Observable Canonical Form (OCF)

import numpy as np
import control as ct

# Define transfer function coefficients
b2, b1, b0 = 2, 3, 1
a2, a1, a0 = 5, 4, 2

# Construct the transfer function
num = [b2, b1, b0]
den = [1, a2, a1, a0]
G = ct.tf2ss(num, den)

# Realize the state-space model in OCF
sys_ocf, T = ct.canonical_form(G, form='observable')

# Print the state-space matrices
print("A = \n", sys_ocf.A)
print("B = \n", sys_ocf.B)
print("C = \n", sys_ocf.C)
print("D = \n", sys_ocf.D)

Similar Realizations

A state-space realization of a system is not unique, and there are infinitely many ways to represent the same system.

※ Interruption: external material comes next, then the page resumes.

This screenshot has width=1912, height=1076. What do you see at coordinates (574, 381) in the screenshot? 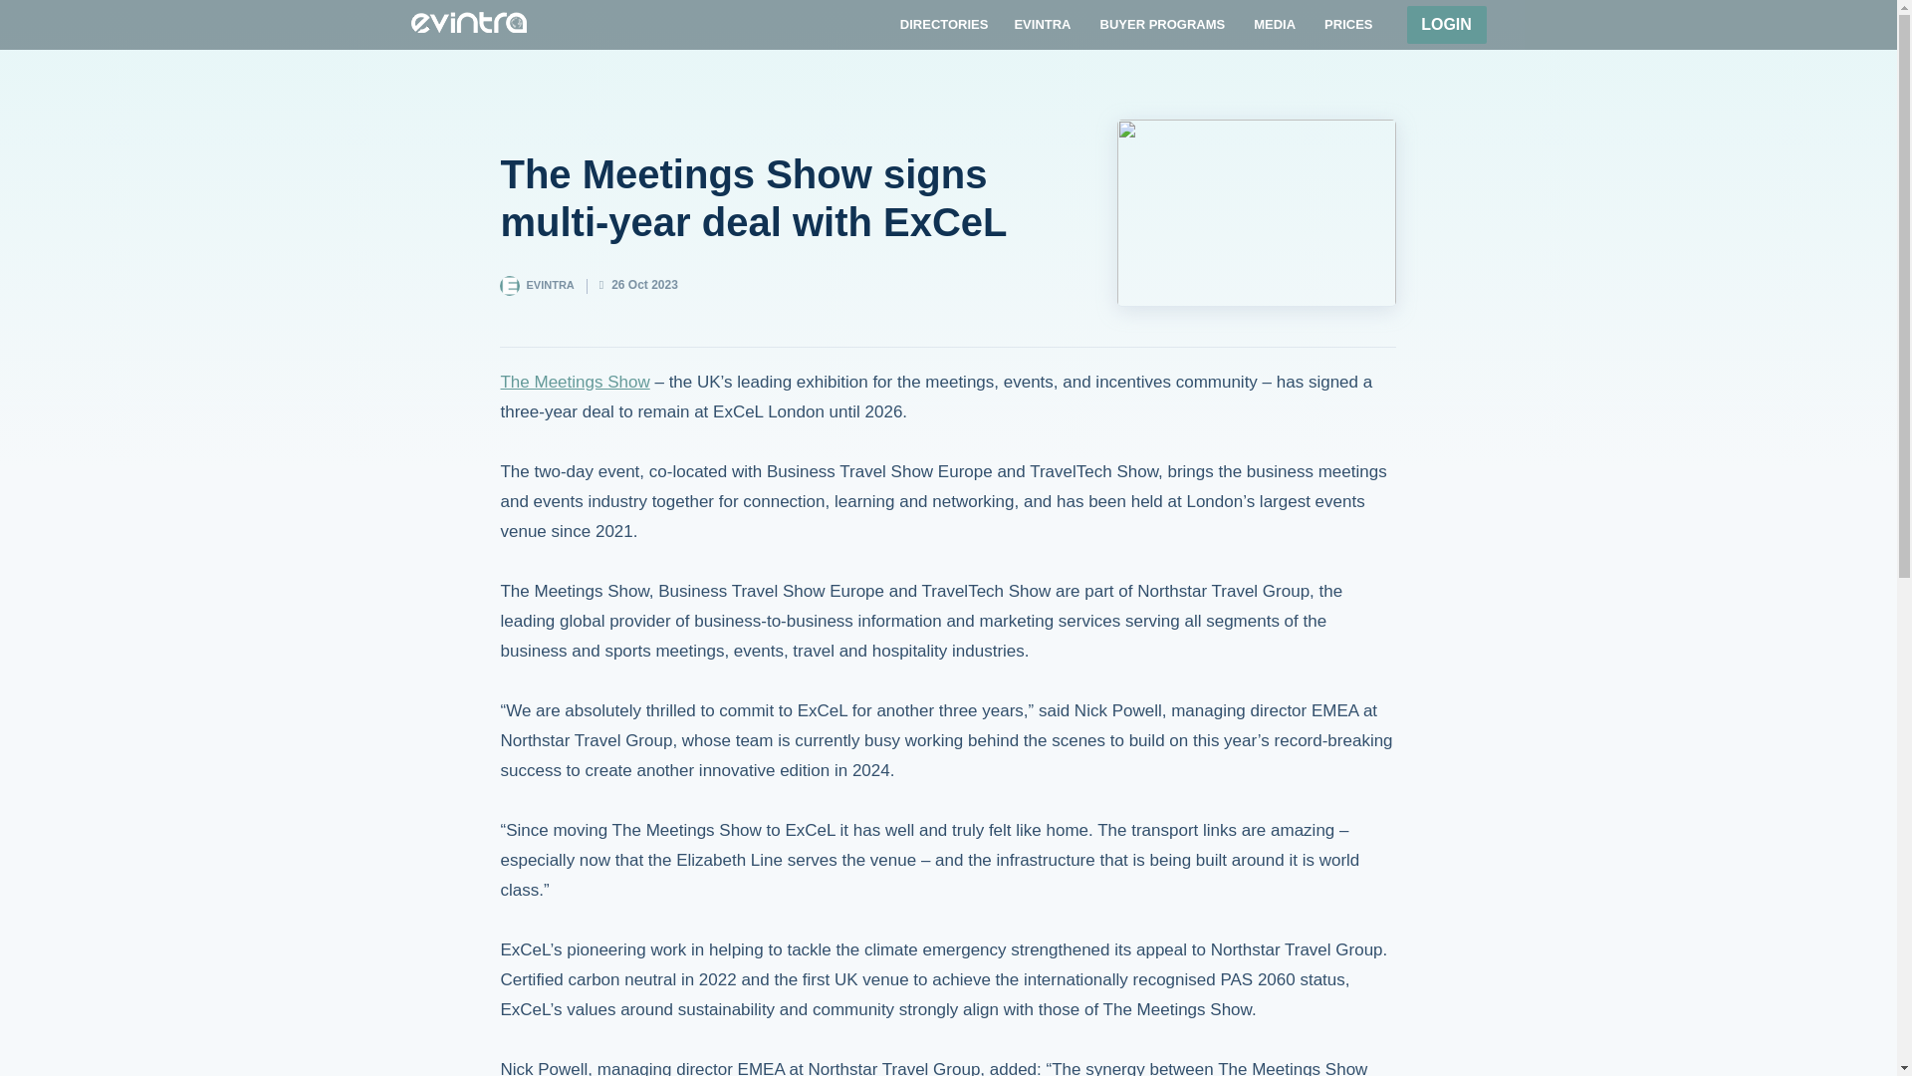
I see `The Meetings Show` at bounding box center [574, 381].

Similar realizations can be obtained through a similarity transformation.

  • Given a realization Σ\Sigma and a nonsingular matrix T∈Rn×nT \in \mathbb{R}^{n \times n}, new states can be defined as Tx∗=xTx^* = x.

  • A new state-space model Σ∗\Sigma^* can be defined as:

    x˙∗(t)=T−1ATx∗(t)+T−1Bu(t)\dot{x}^*(t) = T^{-1}ATx^*(t) + T^{-1}Bu(t)

    y(t)=CTx∗(t)+Du(t)y(t) = CTx^*(t) + Du(t)

  • This new realization, Σ∗\Sigma^*, is said to be similar to Σ\Sigma and also realizes G(s)G(s).

  • The state-space representation of Σ∗\Sigma^* is given by:

    Σ∗=[T−1ATT−1BCTD]\Sigma^* = \begin{bmatrix} T^{-1}AT & T^{-1}B \\ \hline CT & D \end{bmatrix}

Relation between different realizations The following two state-space representations realize the same system and are similar:

Σ=[−a210b2−a101b1−a000b0100d]\Sigma = \begin{bmatrix} -a_2 & 1 & 0 & b_2 \\ -a_1 & 0 & 1 & b_1 \\ -a_0 & 0 & 0 & b_0 \\ \hline 1 & 0 & 0 & d \end{bmatrix}, Σ∗=[00−a0b010−a1b101−a2b2001d]\Sigma^* = \begin{bmatrix} 0 & 0 & -a_0 & b_0 \\ 1 & 0 & -a_1 & b_1 \\ 0 & 1 & -a_2 & b_2 \\ \hline 0 & 0 & 1 & d \end{bmatrix}.

The states in the two systems are related by:

  • x1∗=x3x^*_1 = x_3
  • x2∗=x2x^*_2 = x_2
  • x3∗=x1x^*_3 = x_1

or

x∗=[001010100]xx^* = \begin{bmatrix} 0 & 0 & 1 \\ 0 & 1 & 0 \\ 1 & 0 & 0 \end{bmatrix} x

It can be verified that A∗=T−1ATA^* = T^{-1}AT, B∗=T−1BB^* = T^{-1}B, and C∗=CTC^* = CT.

Python code example The following Python code demonstrates the similarity transformation between the two state-space models above:

import control as ct
import numpy as np
a0, a1, a2 = 80, 81, 82
b0, b1, b2 = 60, 61, 62
A = np.array([[-a2, 1, 0],[-a1, 0, 1],[-a0, 0, 0]])
B = np.array([[b2],[b1],[b0]])
C = np.array([1,0,0])
D = np.array([0])
G = ct.ss(A,B,C,D)
print(G)
T = np.array([[0,0,1],[0,1,0],[1,0,0]])
Gt = ct.similarity_transform(G,T)
print(Gt)

In this code, the similarity_transform function from the control library is then used to transform the original system into a similar system Gt using the transformation matrix T.